I'm writing an adjacency matrix in R
like so:
neighbours <- array(0, c(100,100))
for (i in 1:100) { neighbours[i,i] = 1 } #reflexive
But then I notice that the class(neighbours)
is double matrix
. That's going to take up way too much room with a larger matrix. So I want to coerce the type to integer
or, even better, since this is undirected, logical
.
But...
> class(neighbours[5])
[1] "numeric"
> class(neighbours[5]) <- "integer"
> class(neighbours[5])
[1] "numeric"
It is no listen to me!
It's better to not initialize it as numeric in the first place, but if you can't do that, set the storage.mode
:
R> neighbours <- array(0, c(100,100))
R> for (i in 1:100) { neighbours[i,i] = 1 }
R> str(neighbours)
num [1:100, 1:100] 1 0 0 0 0 0 0 0 0 0 ...
R> storage.mode(neighbours) <- "integer"
R> str(neighbours)
int [1:100, 1:100] 1 0 0 0 0 0 0 0 0 0 ...
R> storage.mode(neighbours) <- "logical"
R> str(neighbours)
logi [1:100, 1:100] TRUE FALSE FALSE FALSE FALSE FALSE ...
For those who are still looking for a method to coerce an existing numeric matrix to an integer one:
m2 <- apply (m, c (1, 2), function (x) {
(as.integer(x))
})
The c(1, 2) means apply the function to rows and columns. Testing the class of the elements then gives:
> class(m2[1,])
[1] "integer"
> class(m[1,])
[1] "numeric"
>
I was looking for something like this because I needed to convert an already existing numerical matrix. It was the result of a very slow computation so modifying the code would have taken me much more time than simply converting the result.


A verbatim transcription of every record below is required.

==== Records for the exercise ====

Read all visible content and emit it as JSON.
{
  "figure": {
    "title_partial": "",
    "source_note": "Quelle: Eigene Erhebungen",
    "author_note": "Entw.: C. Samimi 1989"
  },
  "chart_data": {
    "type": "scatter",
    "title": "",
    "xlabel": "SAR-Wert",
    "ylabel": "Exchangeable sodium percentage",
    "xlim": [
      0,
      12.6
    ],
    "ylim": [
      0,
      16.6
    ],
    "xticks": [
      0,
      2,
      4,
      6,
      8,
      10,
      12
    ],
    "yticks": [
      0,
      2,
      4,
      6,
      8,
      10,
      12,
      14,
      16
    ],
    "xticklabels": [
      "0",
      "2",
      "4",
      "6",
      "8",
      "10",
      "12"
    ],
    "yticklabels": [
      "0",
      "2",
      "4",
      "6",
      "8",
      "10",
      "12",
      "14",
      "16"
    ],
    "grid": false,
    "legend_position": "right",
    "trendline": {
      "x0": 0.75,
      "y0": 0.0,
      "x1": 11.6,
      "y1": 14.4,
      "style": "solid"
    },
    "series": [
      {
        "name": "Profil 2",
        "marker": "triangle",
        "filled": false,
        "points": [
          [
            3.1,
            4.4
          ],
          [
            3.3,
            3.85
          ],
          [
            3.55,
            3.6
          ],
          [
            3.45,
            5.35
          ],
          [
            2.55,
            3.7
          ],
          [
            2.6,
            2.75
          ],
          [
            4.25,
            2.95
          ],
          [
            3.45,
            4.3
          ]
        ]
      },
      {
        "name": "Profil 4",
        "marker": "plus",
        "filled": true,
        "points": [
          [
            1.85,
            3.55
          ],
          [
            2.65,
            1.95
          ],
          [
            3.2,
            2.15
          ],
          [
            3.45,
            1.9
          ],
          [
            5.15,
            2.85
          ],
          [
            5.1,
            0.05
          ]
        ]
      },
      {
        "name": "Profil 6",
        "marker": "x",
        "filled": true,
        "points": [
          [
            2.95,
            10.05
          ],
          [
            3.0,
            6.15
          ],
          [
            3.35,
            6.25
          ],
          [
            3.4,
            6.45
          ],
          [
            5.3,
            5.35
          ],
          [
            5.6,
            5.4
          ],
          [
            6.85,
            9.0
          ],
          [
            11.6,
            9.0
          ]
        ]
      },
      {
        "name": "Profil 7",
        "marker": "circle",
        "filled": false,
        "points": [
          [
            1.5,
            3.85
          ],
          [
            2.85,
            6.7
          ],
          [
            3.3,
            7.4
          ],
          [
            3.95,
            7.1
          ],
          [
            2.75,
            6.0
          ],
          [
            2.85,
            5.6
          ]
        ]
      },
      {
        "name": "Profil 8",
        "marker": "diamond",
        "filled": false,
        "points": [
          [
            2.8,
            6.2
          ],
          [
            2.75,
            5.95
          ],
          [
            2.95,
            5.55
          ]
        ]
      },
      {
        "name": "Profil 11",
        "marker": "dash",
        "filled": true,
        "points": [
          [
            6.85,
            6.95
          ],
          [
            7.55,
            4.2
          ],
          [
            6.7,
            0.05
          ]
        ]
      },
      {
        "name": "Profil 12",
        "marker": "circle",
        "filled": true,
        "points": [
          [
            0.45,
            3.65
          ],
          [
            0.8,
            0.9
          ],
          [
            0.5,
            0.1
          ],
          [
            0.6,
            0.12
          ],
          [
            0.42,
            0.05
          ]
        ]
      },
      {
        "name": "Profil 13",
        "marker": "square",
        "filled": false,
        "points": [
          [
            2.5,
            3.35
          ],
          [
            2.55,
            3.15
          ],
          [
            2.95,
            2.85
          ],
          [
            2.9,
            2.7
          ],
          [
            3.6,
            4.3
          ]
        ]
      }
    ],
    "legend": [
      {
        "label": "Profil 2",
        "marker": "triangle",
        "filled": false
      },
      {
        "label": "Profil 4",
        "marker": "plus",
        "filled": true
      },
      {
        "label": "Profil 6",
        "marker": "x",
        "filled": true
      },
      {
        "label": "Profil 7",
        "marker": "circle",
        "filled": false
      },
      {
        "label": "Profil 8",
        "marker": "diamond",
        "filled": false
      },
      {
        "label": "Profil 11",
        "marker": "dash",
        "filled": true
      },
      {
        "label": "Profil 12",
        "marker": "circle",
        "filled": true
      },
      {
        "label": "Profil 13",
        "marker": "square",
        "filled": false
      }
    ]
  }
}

====

● **Finished exercise**
Read all visible content and emit it as JSON.
{
  "figure": {
    "title_partial": "",
    "source_note": "Quelle: Eigene Erhebungen",
    "author_note": "Entw.: C. Samimi 1989"
  },
  "chart_data": {
    "type": "scatter",
    "title": "",
    "xlabel": "SAR-Wert",
    "ylabel": "Exchangeable sodium percentage",
    "xlim": [
      0,
      12.6
    ],
    "ylim": [
      0,
      16.6
    ],
    "xticks": [
      0,
      2,
      4,
      6,
      8,
      10,
      12
    ],
    "yticks": [
      0,
      2,
      4,
      6,
      8,
      10,
      12,
      14,
      16
    ],
    "xticklabels": [
      "0",
      "2",
      "4",
      "6",
      "8",
      "10",
      "12"
    ],
    "yticklabels": [
      "0",
      "2",
      "4",
      "6",
      "8",
      "10",
      "12",
      "14",
      "16"
    ],
    "grid": false,
    "legend_position": "right",
    "trendline": {
      "x0": 0.75,
      "y0": 0.0,
      "x1": 11.6,
      "y1": 14.4,
      "style": "solid"
    },
    "series": [
      {
        "name": "Profil 2",
        "marker": "triangle",
        "filled": false,
        "points": [
          [
            3.1,
            4.4
          ],
          [
            3.3,
            3.85
          ],
          [
            3.55,
            3.6
          ],
          [
            3.45,
            5.35
          ],
          [
            2.55,
            3.7
          ],
          [
            2.6,
            2.75
          ],
          [
            4.25,
            2.95
          ],
          [
            3.45,
            4.3
          ]
        ]
      },
      {
        "name": "Profil 4",
        "marker": "plus",
        "filled": true,
        "points": [
          [
            1.85,
            3.55
          ],
          [
            2.65,
            1.95
          ],
          [
            3.2,
            2.15
          ],
          [
            3.45,
            1.9
          ],
          [
            5.15,
            2.85
          ],
          [
            5.1,
            0.05
          ]
        ]
      },
      {
        "name": "Profil 6",
        "marker": "x",
        "filled": true,
        "points": [
          [
            2.95,
            10.05
          ],
          [
            3.0,
            6.15
          ],
          [
            3.35,
            6.25
          ],
          [
            3.4,
            6.45
          ],
          [
            5.3,
            5.35
          ],
          [
            5.6,
            5.4
          ],
          [
            6.85,
            9.0
          ],
          [
            11.6,
            9.0
          ]
        ]
      },
      {
        "name": "Profil 7",
        "marker": "circle",
        "filled": false,
        "points": [
          [
            1.5,
            3.85
          ],
          [
            2.85,
            6.7
          ],
          [
            3.3,
            7.4
          ],
          [
            3.95,
            7.1
          ],
          [
            2.75,
            6.0
          ],
          [
            2.85,
            5.6
          ]
        ]
      },
      {
        "name": "Profil 8",
        "marker": "diamond",
        "filled": false,
        "points": [
          [
            2.8,
            6.2
          ],
          [
            2.75,
            5.95
          ],
          [
            2.95,
            5.55
          ]
        ]
      },
      {
        "name": "Profil 11",
        "marker": "dash",
        "filled": true,
        "points": [
          [
            6.85,
            6.95
          ],
          [
            7.55,
            4.2
          ],
          [
            6.7,
            0.05
          ]
        ]
      },
      {
        "name": "Profil 12",
        "marker": "circle",
        "filled": true,
        "points": [
          [
            0.45,
            3.65
          ],
          [
            0.8,
            0.9
          ],
          [
            0.5,
            0.1
          ],
          [
            0.6,
            0.12
          ],
          [
            0.42,
            0.05
          ]
        ]
      },
      {
        "name": "Profil 13",
        "marker": "square",
        "filled": false,
        "points": [
          [
            2.5,
            3.35
          ],
          [
            2.55,
            3.15
          ],
          [
            2.95,
            2.85
          ],
          [
            2.9,
            2.7
          ],
          [
            3.6,
            4.3
          ]
        ]
      }
    ],
    "legend": [
      {
        "label": "Profil 2",
        "marker": "triangle",
        "filled": false
      },
      {
        "label": "Profil 4",
        "marker": "plus",
        "filled": true
      },
      {
        "label": "Profil 6",
        "marker": "x",
        "filled": true
      },
      {
        "label": "Profil 7",
        "marker": "circle",
        "filled": false
      },
      {
        "label": "Profil 8",
        "marker": "diamond",
        "filled": false
      },
      {
        "label": "Profil 11",
        "marker": "dash",
        "filled": true
      },
      {
        "label": "Profil 12",
        "marker": "circle",
        "filled": true
      },
      {
        "label": "Profil 13",
        "marker": "square",
        "filled": false
      }
    ]
  }
}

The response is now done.